Beware the Harpies!

A couple of Saturday mornings ago the family was lounging in bed. Kaelyn was reading some books and Kelly and I were trying to see if there was anything on television that could occupy our attention. After three or four cycles of flipping through the channels, we noticed Stephen Baldwin in a movie.

Believe it or not, this was enough to stop us in our tracks.

Besides his well-known born-again Christian lifestyle, the only exposure we had with the youngest Baldwin was his stint on Celebrity Apprentice. His appearance in the Trump's reality show [and, yes, I will DVR the newest edition of the show as I find it train-wreck-like fascinating] made us wonder how this guy can claim to have an acting career. Since The Usual Suspects was carried by an amazing script and Kevin Spacey, and since we missed out on Bio-Dome [or did we?], Kel and I decided to give this movie a try.

It took as a commercial break to determine what we were watching. It was actually on the Sci-Fi channel, a 2007 movie entitled: Stan Lee's The Harpies. If you are unfamiliar with Stan Lee [you probably have a life], he is the creator of such iconic comic book characters as Spider-Man, The Incredible Hulk and the Fantastic Four. So you'd have to figure that even if Baldwin didn't have the acting chops, a Stan Lee script could redeem the film, right?

No. Not at all. In fact, I would have to nominate this as one of the worst movies ever.

Yet even though the blessing of digital cable provides us with almost 150 channels of entertainment, Kelly and I chose to watch the entire flick. We could not look away. It was so horrendously bad that it was thoroughly compelling. Do you doubt me? Feast on these clips from the movie here and here and become a believer.

It reeks of a rip-off of Bruce Campbell's Army of Darkness, as Baldwin's security officer character is teleported back to the mythological Middle Ages. He has access to a pistol and sawed-off shotgun, which he wields in a way that testifies to his unfamiliarity with firearms. His goal: to get back to the future. Of course, along the way, he's forced to fight an evil overlord and his harpies, which are described by someone somewhere [sorry, no citation] as flying Amy Winehouses. SPOILER ALERT: he makes it back and wins the girl.

While the CGI is painful to watch, the constant overacting by the cast and underacting by Baldwin overpower the lack of technology. Seriously, I've seen middle school plays that contain better dramatization. In short: it has everything needed to be deemed the worst movie ever, especially as it was somehow created to be a serious film.

Enticed? The block out 90 minutes of your life and watch it on Japanese YouTube here. I'm sure the subtitles could get annoying, but the quality of this movie's presentation will naturally cause them to fall by the wayside. I'd be delighted to hear from others who have seen this cinematographic masterpiece.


_INSTRUCTIONS FOR THE TASK_:
An exact copy of all the entries is needed, with no images in it.

_GIVEN RECORDS_:

"""

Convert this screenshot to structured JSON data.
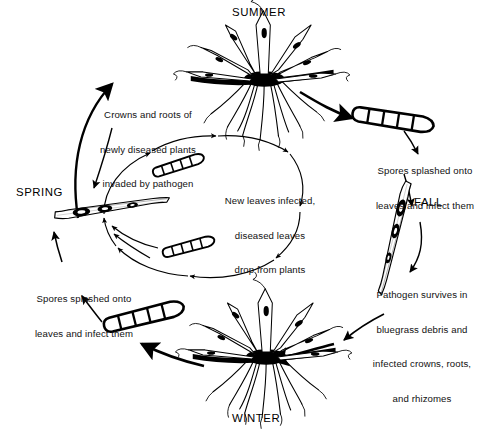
{
  "diagram": {
    "type": "seasonal-disease-cycle",
    "colors": {
      "ink": "#000000",
      "background": "#ffffff",
      "text": "#111111"
    }
  },
  "seasons": {
    "summer": "SUMMER",
    "fall": "FALL",
    "winter": "WINTER",
    "spring": "SPRING"
  },
  "labels": {
    "crowns_roots": {
      "line1": "Crowns and roots of",
      "line2": "newly diseased plants",
      "line3": "invaded by pathogen"
    },
    "spores_top": {
      "line1": "Spores splashed onto",
      "line2": "leaves and infect them"
    },
    "pathogen_survives": {
      "line1": "Pathogen survives in",
      "line2": "bluegrass debris and",
      "line3": "infected crowns, roots,",
      "line4": "and rhizomes"
    },
    "spores_bottom": {
      "line1": "Spores splashed onto",
      "line2": "leaves and infect them"
    },
    "new_leaves": {
      "line1": "New leaves infected,",
      "line2": "diseased leaves",
      "line3": "drop from plants"
    }
  },
  "elements": {
    "summer_plant": "grass-plant-crown-roots",
    "winter_plant": "grass-plant-crown-roots",
    "spring_leaf": "infected-leaf-blade",
    "fall_leaf": "infected-leaf-blade",
    "spore_top_right": "septate-spore",
    "spore_bottom_left": "septate-spore",
    "spore_inner_upper": "septate-spore-small",
    "spore_inner_lower": "septate-spore-small",
    "inner_cycle_arrows": "clockwise-arrow-ellipse",
    "outer_cycle_arrows": "clockwise-arc-arrows"
  }
}
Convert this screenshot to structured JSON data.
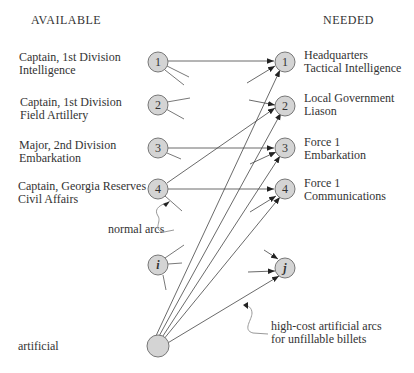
{
  "headers": {
    "left": "AVAILABLE",
    "right": "NEEDED"
  },
  "available": [
    {
      "id": "1",
      "line1": "Captain, 1st Division",
      "line2": "Intelligence"
    },
    {
      "id": "2",
      "line1": "Captain, 1st Division",
      "line2": "Field Artillery"
    },
    {
      "id": "3",
      "line1": "Major, 2nd Division",
      "line2": "Embarkation"
    },
    {
      "id": "4",
      "line1": "Captain, Georgia Reserves",
      "line2": "Civil Affairs"
    },
    {
      "id": "i",
      "line1": "",
      "line2": ""
    },
    {
      "id": "artificial",
      "line1": "artificial",
      "line2": ""
    }
  ],
  "needed": [
    {
      "id": "1",
      "line1": "Headquarters",
      "line2": "Tactical Intelligence"
    },
    {
      "id": "2",
      "line1": "Local Government",
      "line2": "Liason"
    },
    {
      "id": "3",
      "line1": "Force 1",
      "line2": "Embarkation"
    },
    {
      "id": "4",
      "line1": "Force 1",
      "line2": "Communications"
    },
    {
      "id": "j",
      "line1": "",
      "line2": ""
    }
  ],
  "annotations": {
    "normal": "normal arcs",
    "artificial_line1": "high-cost artificial arcs",
    "artificial_line2": "for unfillable billets"
  },
  "colors": {
    "node_fill": "#d4d4d4",
    "node_stroke": "#777777",
    "edge": "#444444"
  }
}
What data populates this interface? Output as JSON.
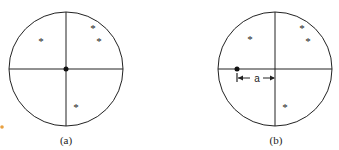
{
  "diagram": {
    "panels": [
      {
        "label": "(a)",
        "circle": {
          "cx": 66,
          "cy": 69,
          "r": 57
        },
        "center_dot": {
          "x": 66,
          "y": 69
        },
        "stars": [
          {
            "x": 41,
            "y": 42
          },
          {
            "x": 93,
            "y": 29
          },
          {
            "x": 99,
            "y": 42
          },
          {
            "x": 76,
            "y": 108
          }
        ]
      },
      {
        "label": "(b)",
        "circle": {
          "cx": 275,
          "cy": 69,
          "r": 57
        },
        "offset_dot": {
          "x": 237,
          "y": 69
        },
        "stars": [
          {
            "x": 250,
            "y": 40
          },
          {
            "x": 302,
            "y": 29
          },
          {
            "x": 308,
            "y": 42
          },
          {
            "x": 285,
            "y": 108
          }
        ],
        "dimension": {
          "label": "a",
          "from_x": 237,
          "to_x": 275,
          "y": 78
        }
      }
    ],
    "colors": {
      "line": "#222222",
      "accent_dot": "#e8a040"
    }
  }
}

"""

_WRITTEN SOLUTION_:
Convert this screenshot to structured JSON data.
{
  "diagram": {
    "type": "seasonal-disease-cycle",
    "colors": {
      "ink": "#000000",
      "background": "#ffffff",
      "text": "#111111"
    }
  },
  "seasons": {
    "summer": "SUMMER",
    "fall": "FALL",
    "winter": "WINTER",
    "spring": "SPRING"
  },
  "labels": {
    "crowns_roots": {
      "line1": "Crowns and roots of",
      "line2": "newly diseased plants",
      "line3": "invaded by pathogen"
    },
    "spores_top": {
      "line1": "Spores splashed onto",
      "line2": "leaves and infect them"
    },
    "pathogen_survives": {
      "line1": "Pathogen survives in",
      "line2": "bluegrass debris and",
      "line3": "infected crowns, roots,",
      "line4": "and rhizomes"
    },
    "spores_bottom": {
      "line1": "Spores splashed onto",
      "line2": "leaves and infect them"
    },
    "new_leaves": {
      "line1": "New leaves infected,",
      "line2": "diseased leaves",
      "line3": "drop from plants"
    }
  },
  "elements": {
    "summer_plant": "grass-plant-crown-roots",
    "winter_plant": "grass-plant-crown-roots",
    "spring_leaf": "infected-leaf-blade",
    "fall_leaf": "infected-leaf-blade",
    "spore_top_right": "septate-spore",
    "spore_bottom_left": "septate-spore",
    "spore_inner_upper": "septate-spore-small",
    "spore_inner_lower": "septate-spore-small",
    "inner_cycle_arrows": "clockwise-arrow-ellipse",
    "outer_cycle_arrows": "clockwise-arc-arrows"
  }
}
Convert this screenshot to structured JSON data.
{
  "headers": {
    "left": "AVAILABLE",
    "right": "NEEDED"
  },
  "available": [
    {
      "id": "1",
      "line1": "Captain, 1st Division",
      "line2": "Intelligence"
    },
    {
      "id": "2",
      "line1": "Captain, 1st Division",
      "line2": "Field Artillery"
    },
    {
      "id": "3",
      "line1": "Major, 2nd Division",
      "line2": "Embarkation"
    },
    {
      "id": "4",
      "line1": "Captain, Georgia Reserves",
      "line2": "Civil Affairs"
    },
    {
      "id": "i",
      "line1": "",
      "line2": ""
    },
    {
      "id": "artificial",
      "line1": "artificial",
      "line2": ""
    }
  ],
  "needed": [
    {
      "id": "1",
      "line1": "Headquarters",
      "line2": "Tactical Intelligence"
    },
    {
      "id": "2",
      "line1": "Local Government",
      "line2": "Liason"
    },
    {
      "id": "3",
      "line1": "Force 1",
      "line2": "Embarkation"
    },
    {
      "id": "4",
      "line1": "Force 1",
      "line2": "Communications"
    },
    {
      "id": "j",
      "line1": "",
      "line2": ""
    }
  ],
  "annotations": {
    "normal": "normal arcs",
    "artificial_line1": "high-cost artificial arcs",
    "artificial_line2": "for unfillable billets"
  },
  "colors": {
    "node_fill": "#d4d4d4",
    "node_stroke": "#777777",
    "edge": "#444444"
  }
}
What data populates this interface? Output as JSON.
{
  "diagram": {
    "panels": [
      {
        "label": "(a)",
        "circle": {
          "cx": 66,
          "cy": 69,
          "r": 57
        },
        "center_dot": {
          "x": 66,
          "y": 69
        },
        "stars": [
          {
            "x": 41,
            "y": 42
          },
          {
            "x": 93,
            "y": 29
          },
          {
            "x": 99,
            "y": 42
          },
          {
            "x": 76,
            "y": 108
          }
        ]
      },
      {
        "label": "(b)",
        "circle": {
          "cx": 275,
          "cy": 69,
          "r": 57
        },
        "offset_dot": {
          "x": 237,
          "y": 69
        },
        "stars": [
          {
            "x": 250,
            "y": 40
          },
          {
            "x": 302,
            "y": 29
          },
          {
            "x": 308,
            "y": 42
          },
          {
            "x": 285,
            "y": 108
          }
        ],
        "dimension": {
          "label": "a",
          "from_x": 237,
          "to_x": 275,
          "y": 78
        }
      }
    ],
    "colors": {
      "line": "#222222",
      "accent_dot": "#e8a040"
    }
  }
}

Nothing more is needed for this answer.